THE KNIFE
HANNA MED H
ALBUM RABID RELEASE: NOVEMBER 26, 2003 REVIEW: JANUARY 10, 2004

Swedish sibling duo have a lot of things speaking for them. Their idiosyncratic take on electronic pop does its best to shatter gender roles and is characterised by a very personal use of cheap synth sounds, combined with the, eh, rather odd vocals of both Karin and Olof Dreijer. Still, I can’t really find it in myself to fully appreciate them, for no other reason than the fact that the end result simply doesn’t speak to me. Other than on a theoretical level.

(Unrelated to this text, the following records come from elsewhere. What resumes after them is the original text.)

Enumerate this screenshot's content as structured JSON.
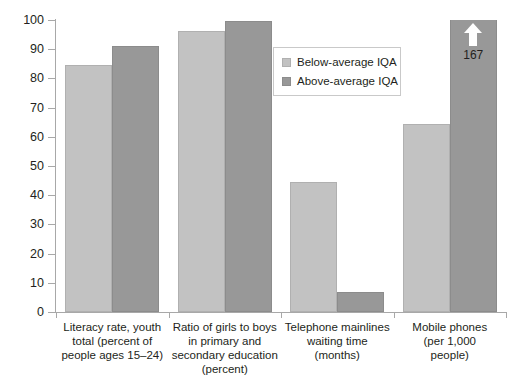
{
  "chart_data": {
    "type": "bar",
    "title": "",
    "subtitle": "",
    "xlabel": "",
    "ylabel": "",
    "ylim": [
      0,
      100
    ],
    "yticks": [
      0,
      10,
      20,
      30,
      40,
      50,
      60,
      70,
      80,
      90,
      100
    ],
    "grid": false,
    "legend_position": "upper-center",
    "categories": [
      "Literacy rate, youth total (percent of people ages 15–24)",
      "Ratio of girls to boys in primary and secondary education (percent)",
      "Telephone mainlines waiting time (months)",
      "Mobile phones (per 1,000 people)"
    ],
    "category_lines": [
      [
        "Literacy rate, youth",
        "total (percent of",
        "people ages 15–24)"
      ],
      [
        "Ratio of girls to boys",
        "in primary and",
        "secondary education",
        "(percent)"
      ],
      [
        "Telephone mainlines",
        "waiting time",
        "(months)"
      ],
      [
        "Mobile phones",
        "(per 1,000",
        "people)"
      ]
    ],
    "series": [
      {
        "name": "Below-average IQA",
        "color": "#c2c2c2",
        "values": [
          84.6,
          96.2,
          44.5,
          64.4
        ]
      },
      {
        "name": "Above-average IQA",
        "color": "#989898",
        "values": [
          91.1,
          99.7,
          6.9,
          167
        ]
      }
    ],
    "annotations": [
      {
        "type": "overflow-arrow",
        "series": "Above-average IQA",
        "category_index": 3,
        "value": 167,
        "label": "167"
      }
    ]
  },
  "legend": {
    "items": [
      {
        "label": "Below-average IQA",
        "swatch": "light"
      },
      {
        "label": "Above-average IQA",
        "swatch": "dark"
      }
    ]
  },
  "axis": {
    "y_labels": [
      "100",
      "90",
      "80",
      "70",
      "60",
      "50",
      "40",
      "30",
      "20",
      "10",
      "0"
    ]
  }
}
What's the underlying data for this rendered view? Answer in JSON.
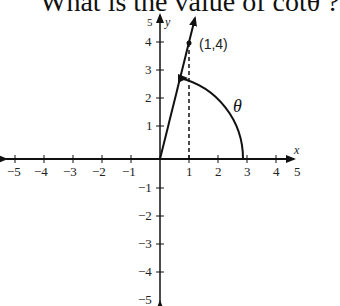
{
  "question": {
    "text": "What is the value of cotθ ?"
  },
  "graph": {
    "x_axis_label": "x",
    "y_axis_label": "y",
    "x_ticks": [
      "−5",
      "−4",
      "−3",
      "−2",
      "−1",
      "1",
      "2",
      "3",
      "4",
      "5"
    ],
    "y_ticks": [
      "5",
      "4",
      "3",
      "2",
      "1",
      "−1",
      "−2",
      "−3",
      "−4",
      "−5"
    ],
    "point_label": "(1,4)",
    "angle_label": "θ",
    "point": {
      "x": 1,
      "y": 4
    }
  }
}
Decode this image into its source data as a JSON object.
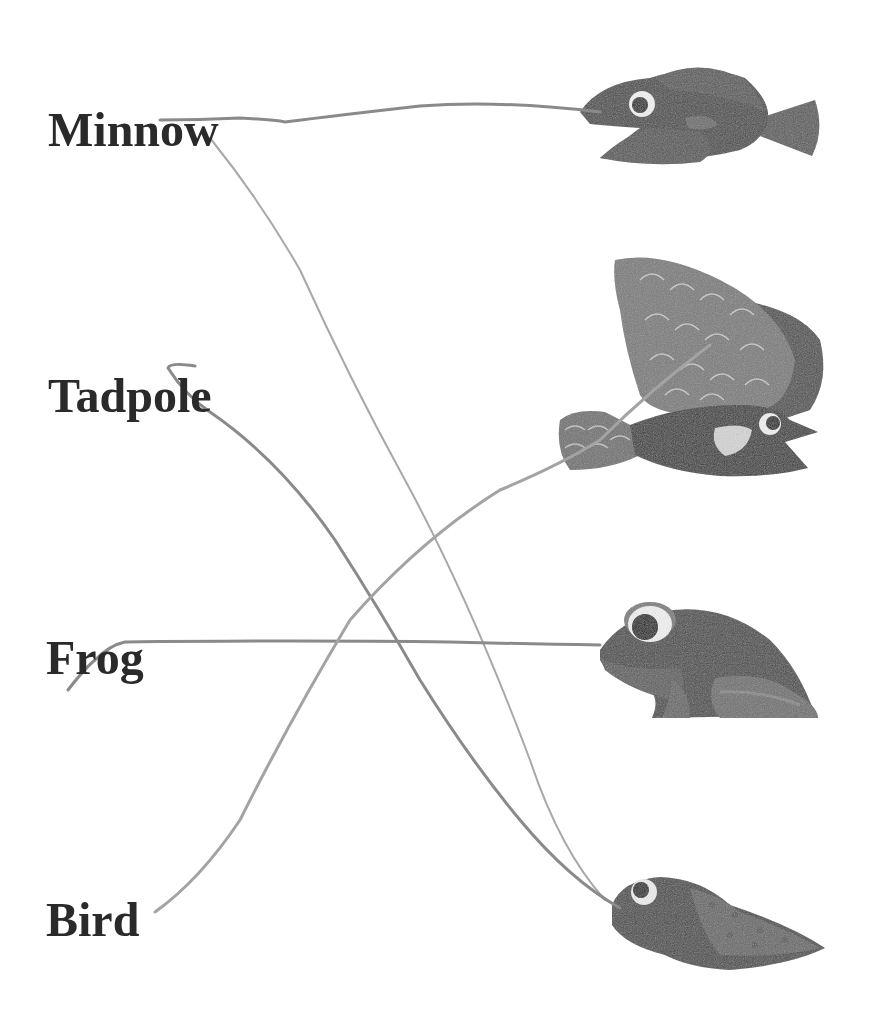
{
  "worksheet": {
    "type": "matching-exercise",
    "labels": [
      {
        "id": "minnow",
        "text": "Minnow"
      },
      {
        "id": "tadpole",
        "text": "Tadpole"
      },
      {
        "id": "frog",
        "text": "Frog"
      },
      {
        "id": "bird",
        "text": "Bird"
      }
    ],
    "pictures": [
      {
        "id": "fish",
        "depicts": "fish"
      },
      {
        "id": "bird",
        "depicts": "bird catching fish"
      },
      {
        "id": "frog",
        "depicts": "frog"
      },
      {
        "id": "tadpole",
        "depicts": "tadpole"
      }
    ],
    "drawn_connections": [
      {
        "from": "minnow",
        "to": "fish"
      },
      {
        "from": "minnow",
        "to": "tadpole"
      },
      {
        "from": "tadpole",
        "to": "tadpole"
      },
      {
        "from": "frog",
        "to": "frog"
      },
      {
        "from": "bird",
        "to": "bird"
      }
    ],
    "colors": {
      "label_text": "#2a2a2a",
      "pencil_line": "#8a8a8a",
      "pencil_line_light": "#b5b5b5",
      "illustration_dark": "#3e3e3e",
      "illustration_mid": "#6b6b6b",
      "illustration_light": "#a8a8a8",
      "background": "#ffffff"
    }
  }
}
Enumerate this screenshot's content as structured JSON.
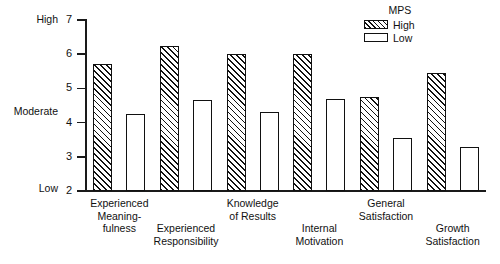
{
  "chart_data": {
    "type": "bar",
    "title": "",
    "xlabel": "",
    "ylabel": "",
    "ylim": [
      2,
      7
    ],
    "yticks": [
      2,
      3,
      4,
      5,
      6,
      7
    ],
    "ytick_labels": [
      "2",
      "3",
      "4",
      "5",
      "6",
      "7"
    ],
    "y_anchor_labels": [
      {
        "text": "High",
        "value": 7
      },
      {
        "text": "Moderate",
        "value": 4.5
      },
      {
        "text": "Low",
        "value": 2
      }
    ],
    "grid": false,
    "legend_position": "top-right",
    "legend_title": "MPS",
    "categories": [
      "Experienced\nMeaning-\nfulness",
      "Experienced\nResponsibility",
      "Knowledge\nof Results",
      "Internal\nMotivation",
      "General\nSatisfaction",
      "Growth\nSatisfaction"
    ],
    "series": [
      {
        "name": "High",
        "fill": "hatched",
        "color": "#111111",
        "values": [
          5.7,
          6.25,
          6.0,
          6.0,
          4.75,
          5.45
        ]
      },
      {
        "name": "Low",
        "fill": "open",
        "color": "#ffffff",
        "values": [
          4.25,
          4.65,
          4.3,
          4.7,
          3.55,
          3.3
        ]
      }
    ]
  },
  "legend": {
    "title": "MPS",
    "entries": [
      {
        "label": "High",
        "style": "high"
      },
      {
        "label": "Low",
        "style": "low"
      }
    ]
  },
  "axis": {
    "high_label": "High",
    "moderate_label": "Moderate",
    "low_label": "Low"
  },
  "colors": {
    "ink": "#111111",
    "background": "#ffffff"
  }
}
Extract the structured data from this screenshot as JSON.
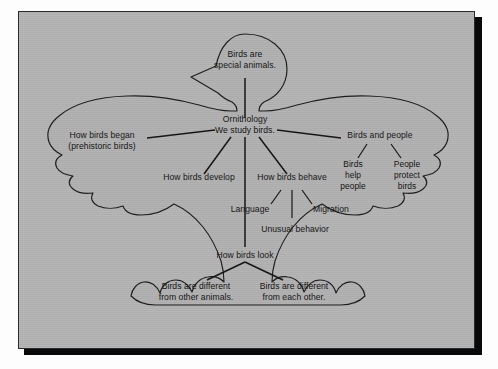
{
  "figure": {
    "kind": "concept-map",
    "shape": "bird-silhouette",
    "panel_color": "#b0b0b0",
    "outline_color": "#1b1b1b",
    "text_color": "#101010",
    "frame_border_color": "#2b2b2b",
    "shadow_color": "#07090a",
    "page_background": "#fdfdfd"
  },
  "nodes": {
    "head": {
      "id": "head",
      "line1": "Birds are",
      "line2": "special animals."
    },
    "center": {
      "id": "center",
      "line1": "Ornithology",
      "line2": "We study birds."
    },
    "began": {
      "id": "how-birds-began",
      "line1": "How birds began",
      "line2": "(prehistoric birds)"
    },
    "develop": {
      "id": "how-birds-develop",
      "line1": "How birds develop"
    },
    "behave": {
      "id": "how-birds-behave",
      "line1": "How birds behave"
    },
    "language": {
      "id": "language",
      "line1": "Language"
    },
    "migration": {
      "id": "migration",
      "line1": "Migration"
    },
    "unusual": {
      "id": "unusual-behavior",
      "line1": "Unusual behavior"
    },
    "people": {
      "id": "birds-and-people",
      "line1": "Birds and people"
    },
    "birds_help": {
      "id": "birds-help-people",
      "line1": "Birds",
      "line2": "help",
      "line3": "people"
    },
    "people_protect": {
      "id": "people-protect-birds",
      "line1": "People",
      "line2": "protect",
      "line3": "birds"
    },
    "look": {
      "id": "how-birds-look",
      "line1": "How birds look"
    },
    "diff_animals": {
      "id": "birds-different-from-other-animals",
      "line1": "Birds are different",
      "line2": "from other animals."
    },
    "diff_each": {
      "id": "birds-different-from-each-other",
      "line1": "Birds are different",
      "line2": "from each other."
    }
  }
}
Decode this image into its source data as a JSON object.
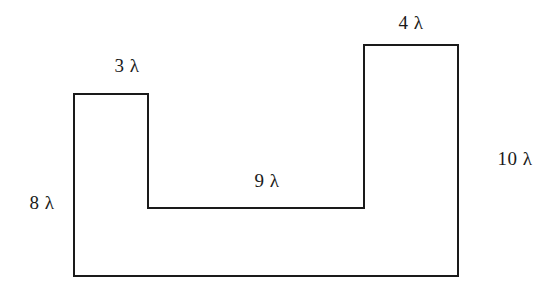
{
  "figure": {
    "units": "lambda",
    "stroke_color": "#1a1a1a",
    "background_color": "#ffffff",
    "stroke_width": 2,
    "viewbox": "0 0 553 293",
    "outline_points": "74,94 148,94 148,208 364,208 364,45 458,45 458,276 74,276",
    "vertices": [
      {
        "name": "left-tower-top-left",
        "x": 74,
        "y": 94
      },
      {
        "name": "left-tower-top-right",
        "x": 148,
        "y": 94
      },
      {
        "name": "notch-bottom-left",
        "x": 148,
        "y": 208
      },
      {
        "name": "notch-bottom-right",
        "x": 364,
        "y": 208
      },
      {
        "name": "right-tower-top-left",
        "x": 364,
        "y": 45
      },
      {
        "name": "right-tower-top-right",
        "x": 458,
        "y": 45
      },
      {
        "name": "bottom-right",
        "x": 458,
        "y": 276
      },
      {
        "name": "bottom-left",
        "x": 74,
        "y": 276
      }
    ],
    "labels": [
      {
        "id": "top-left-width",
        "text": "3 λ",
        "value": 3,
        "symbol": "λ",
        "edge": "left-tower-top",
        "x": 127,
        "y": 65
      },
      {
        "id": "top-right-width",
        "text": "4 λ",
        "value": 4,
        "symbol": "λ",
        "edge": "right-tower-top",
        "x": 411,
        "y": 22
      },
      {
        "id": "left-height",
        "text": "8 λ",
        "value": 8,
        "symbol": "λ",
        "edge": "left-side",
        "x": 42,
        "y": 202
      },
      {
        "id": "inner-width",
        "text": "9 λ",
        "value": 9,
        "symbol": "λ",
        "edge": "notch-bottom",
        "x": 267,
        "y": 180
      },
      {
        "id": "right-height",
        "text": "10 λ",
        "value": 10,
        "symbol": "λ",
        "edge": "right-side",
        "x": 515,
        "y": 158
      }
    ]
  }
}
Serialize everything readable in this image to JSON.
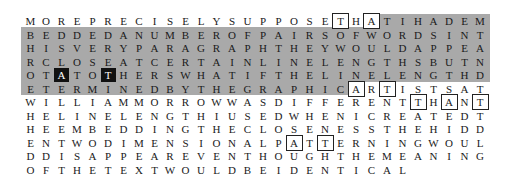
{
  "grid": {
    "columns": 30,
    "origin_x": 23,
    "origin_y": 14,
    "col_step": 15.5,
    "row_step": 13.5,
    "colors": {
      "text": "#1a1a1a",
      "gray_band": "#a9a9a9",
      "box_border": "#222222",
      "inverse_bg": "#111111",
      "inverse_text": "#ffffff"
    },
    "rows": [
      "MOREPRECISELYSUPPOSETHATIHADEM",
      "BEDDEDANUMBEROFPAIRSOFWORDSINT",
      "HISVERYPARAGRAPHTHEYWOULDAPPEA",
      "RCLOSEATCERTAINLINELENGTHSBUTN",
      "OTATOTHERSWHATIFTHELINELENGTHD",
      "ETERMINEDBYTHEGRAPHICARTISTSAT",
      "WILLIAMMORROWWASDIFFERENTTHANT",
      "HELINELENGTHIUSEDWHENICREATEDT",
      "HEEMBEDDINGTHECLOSENESSTHEHIDD",
      "ENTWODIMENSIONALPATTERNINGWOUL",
      "DDISAPPEAREVENTHOUGHTHEMEANING",
      "OFTHETEXTWOULDBEIDENTICAL"
    ],
    "gray_region": [
      {
        "row": 0,
        "from_col": 23,
        "to_col": 29
      },
      {
        "row": 1,
        "from_col": 0,
        "to_col": 29
      },
      {
        "row": 2,
        "from_col": 0,
        "to_col": 29
      },
      {
        "row": 3,
        "from_col": 0,
        "to_col": 29
      },
      {
        "row": 4,
        "from_col": 0,
        "to_col": 29
      },
      {
        "row": 5,
        "from_col": 0,
        "to_col": 20
      }
    ],
    "boxed_cells": [
      {
        "row": 0,
        "col": 20,
        "letter": "T"
      },
      {
        "row": 0,
        "col": 22,
        "letter": "A"
      },
      {
        "row": 5,
        "col": 21,
        "letter": "A"
      },
      {
        "row": 5,
        "col": 23,
        "letter": "T"
      },
      {
        "row": 6,
        "col": 25,
        "letter": "T"
      },
      {
        "row": 6,
        "col": 27,
        "letter": "A"
      },
      {
        "row": 6,
        "col": 29,
        "letter": "T"
      },
      {
        "row": 9,
        "col": 17,
        "letter": "A"
      },
      {
        "row": 9,
        "col": 19,
        "letter": "T"
      }
    ],
    "inverse_cells": [
      {
        "row": 4,
        "col": 2,
        "letter": "A"
      },
      {
        "row": 4,
        "col": 5,
        "letter": "T"
      }
    ]
  }
}
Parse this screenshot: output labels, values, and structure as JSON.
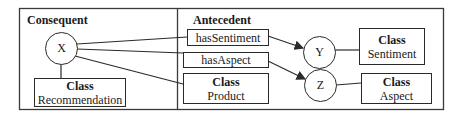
{
  "consequent": {
    "title": "Consequent",
    "node": "X",
    "class_box": {
      "label": "Class",
      "name": "Recommendation"
    }
  },
  "antecedent": {
    "title": "Antecedent",
    "properties": [
      {
        "label": "hasSentiment"
      },
      {
        "label": "hasAspect"
      }
    ],
    "product_box": {
      "label": "Class",
      "name": "Product"
    },
    "nodes": [
      {
        "id": "Y",
        "class_label": "Class",
        "class_name": "Sentiment"
      },
      {
        "id": "Z",
        "class_label": "Class",
        "class_name": "Aspect"
      }
    ]
  }
}
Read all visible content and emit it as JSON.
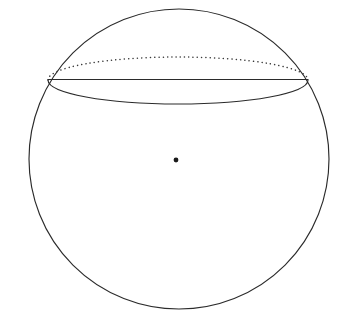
{
  "figure": {
    "background_color": "#ffffff",
    "stroke_color": "#2b2b2b",
    "dotted_stroke_color": "#3a3a3a",
    "center_dot_color": "#1a1a1a",
    "canvas": {
      "width": 349,
      "height": 323
    }
  },
  "chart_data": {
    "type": "diagram",
    "xlabel": "",
    "ylabel": "",
    "elements": [
      {
        "name": "sphere-outline",
        "shape": "circle",
        "cx": 179,
        "cy": 159,
        "r": 150,
        "stroke": "#2b2b2b",
        "style": "solid",
        "fill": "none"
      },
      {
        "name": "cross-section-front-arc",
        "shape": "elliptical-arc",
        "cx": 178,
        "cy": 80,
        "rx": 130,
        "ry": 24,
        "arc_half": "bottom",
        "stroke": "#2b2b2b",
        "style": "solid"
      },
      {
        "name": "cross-section-back-arc",
        "shape": "elliptical-arc",
        "cx": 178,
        "cy": 80,
        "rx": 130,
        "ry": 23,
        "arc_half": "top",
        "stroke": "#3a3a3a",
        "style": "dotted"
      },
      {
        "name": "cross-section-chord",
        "shape": "line",
        "x1": 48,
        "y1": 80,
        "x2": 308,
        "y2": 80,
        "stroke": "#2b2b2b",
        "style": "solid"
      },
      {
        "name": "sphere-center-point",
        "shape": "dot",
        "cx": 176,
        "cy": 160,
        "r": 2.4,
        "fill": "#1a1a1a"
      }
    ],
    "annotations": [],
    "legend": [],
    "grid": false
  }
}
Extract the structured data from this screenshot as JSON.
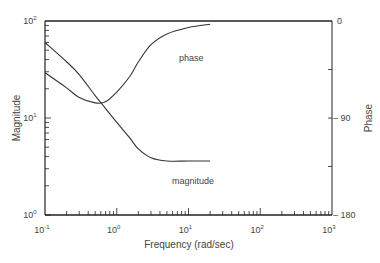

“Hanna med H” is their second album 2003, and follows up the much acclaimed “Deep Cuts”. The soundtrack to the film with the same name is a bit of a departure from their earlier work. But only partly. The music is still mainly based on sounds that, at least to my ears, sound like they’re squeezed out of those old digital synthesizers most people would rather try to forget. But The Knife relish them, and manage to bring them out of the eighties and into the noughties. Being a soundtrack album, “Hanna med H” is largely instrumental, and not all of it works without accompanying images.
Some pieces are pleasantly atmospheric, whereas others sound like digital muzak from the lobbies of hell. There’s also some pointless Teutonic techno body (“Wanting to Kill”) and, worst of all, “Poetry by Night”, what sounds like a stillborn attempt at an Enya song – teethgrindingly bad.
But everything’s forgiven when I play “Handy-Man” for the third time in a row. A simple body tune that’s probably the best song The Knife have ever done. In any case it outshines everything on “Hanna med H”.